Were the alarmist to seek for a sign more foreboding than any other, he might find it in the rapidity with which this despised race is accumulating property. Gold will remove even the curse of blood. Let the negro become wealthy, and the doors of social equality will soon be thrown open for his entrance. Had the colored maiden a dower of a few thousand dollars, there is many a white man who would fall at her feet and offer her legal marriage. Individual negroes are rapidly accumulating fortunes, and the above conditions are extremely probable. The time may come when the American white girl, proud of her pure Teutonic lineage, will find the wealthy brunette of doubtful lineage a winning competitor in the purchase, for a husband, of a broken-down foreign nobleman. So long as money is the chief consideration, such misalliance in either case would be revolting to the true American.

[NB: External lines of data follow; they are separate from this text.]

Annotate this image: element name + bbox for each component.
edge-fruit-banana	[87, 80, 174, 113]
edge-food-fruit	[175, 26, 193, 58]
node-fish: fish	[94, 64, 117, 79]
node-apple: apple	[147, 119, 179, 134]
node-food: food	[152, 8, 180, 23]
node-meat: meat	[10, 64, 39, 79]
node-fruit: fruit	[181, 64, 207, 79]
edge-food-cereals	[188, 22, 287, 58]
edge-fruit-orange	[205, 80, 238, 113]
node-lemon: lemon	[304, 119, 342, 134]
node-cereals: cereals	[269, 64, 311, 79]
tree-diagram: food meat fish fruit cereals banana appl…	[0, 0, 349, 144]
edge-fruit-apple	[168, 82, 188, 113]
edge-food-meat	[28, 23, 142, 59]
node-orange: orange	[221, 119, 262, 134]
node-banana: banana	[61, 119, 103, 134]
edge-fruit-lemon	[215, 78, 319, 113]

Foreign immigration will have a tendency to break down the barriers between the races. The foreigner does not feel, naturally, an aversion toward such an alliance as does the American, who remembers the days of slavery. Even the English emigrant who returns to his native land with a colored bride does not seem to be socially ostracized. The Afro-American, modified by the peculiar environment of our civilization, bleached by a semi-fusion already completed, educated, enlightened, above all possessed of some property, will become a fit subject for the cupidity of the great bulk of foreigners who become immigrants to our shores. The one forms an alliance with a more highly respected race; the other obtains at once the gold for which he is so greedy.

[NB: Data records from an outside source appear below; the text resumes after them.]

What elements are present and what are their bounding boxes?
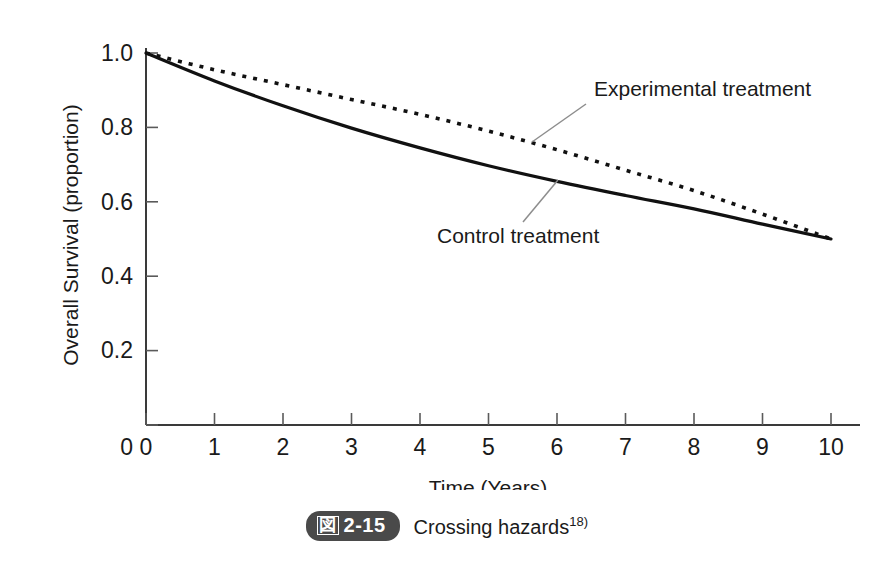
caption-main: Crossing hazards: [414, 515, 570, 537]
figure-root: Overall Survival (proportion) 1.0 0.8 0.…: [0, 0, 894, 576]
figure-caption-text: Crossing hazards18): [414, 514, 588, 539]
figure-caption-row: 図2-15 Crossing hazards18): [0, 496, 894, 556]
figure-number-badge: 図2-15: [306, 511, 400, 541]
figure-number: 2-15: [344, 514, 386, 537]
x-tick-marks: [146, 413, 831, 425]
x-tick-label: 2: [277, 434, 290, 460]
x-axis-title: Time (Years): [429, 476, 548, 490]
x-tick-label: 3: [345, 434, 358, 460]
x-tick-label: 10: [818, 434, 844, 460]
x-tick-label: 8: [688, 434, 701, 460]
caption-reference-marker: 18): [569, 514, 588, 529]
y-tick-label: 0.8: [101, 114, 133, 140]
experimental-leader-line: [532, 104, 586, 142]
y-tick-label: 1.0: [101, 40, 133, 66]
x-tick-label: 0: [140, 434, 153, 460]
x-tick-label: 5: [482, 434, 495, 460]
x-tick-label: 6: [551, 434, 564, 460]
annotation-experimental-treatment: Experimental treatment: [594, 77, 811, 100]
survival-chart-svg: Overall Survival (proportion) 1.0 0.8 0.…: [0, 0, 894, 490]
y-tick-label: 0.6: [101, 189, 133, 215]
y-tick-labels: 1.0 0.8 0.6 0.4 0.2 0: [101, 40, 133, 460]
y-tick-label: 0.4: [101, 263, 133, 289]
x-tick-label: 4: [414, 434, 427, 460]
annotation-control-treatment: Control treatment: [437, 224, 599, 247]
x-tick-label: 1: [208, 434, 221, 460]
x-tick-label: 7: [619, 434, 632, 460]
y-tick-label: 0.2: [101, 337, 133, 363]
figure-kanji-glyph: 図: [317, 516, 339, 535]
chart-area: Overall Survival (proportion) 1.0 0.8 0.…: [0, 0, 894, 490]
y-tick-marks: [146, 53, 158, 425]
y-axis-title: Overall Survival (proportion): [59, 104, 82, 365]
y-tick-label: 0: [120, 434, 133, 460]
x-tick-label: 9: [756, 434, 769, 460]
control-leader-line: [523, 180, 558, 222]
x-tick-labels: 0 1 2 3 4 5 6 7 8 9 10: [140, 434, 844, 460]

Is there anything alarming or horrifying in this view of the question? It is simply a matter of choice on the part of every individual who forms a misalliance. Our own generation or the next will see no great change. Let the work of education and enlightenment go forward; let the negro be fully prepared for places of distinction; let all laws forbidding the marriage of whites and blacks be swept from the statute books, so that whatever unions are formed may be legal and whatever children are born may be legitimate. Then, should fusion take place, the colored element need not be totally degenerating. This great question will be solved only when all men can say with Dr. Hall (Mohonk Conference Report, 1890): "I do not care whether a man is black or white or yellow or chocolate-colored, if he has in himself the idea of Christ, of doing as Christ did when He sat by the well in this low world of ours. If he has time to visit the hungry and the weary and the sad, he is good enough for me."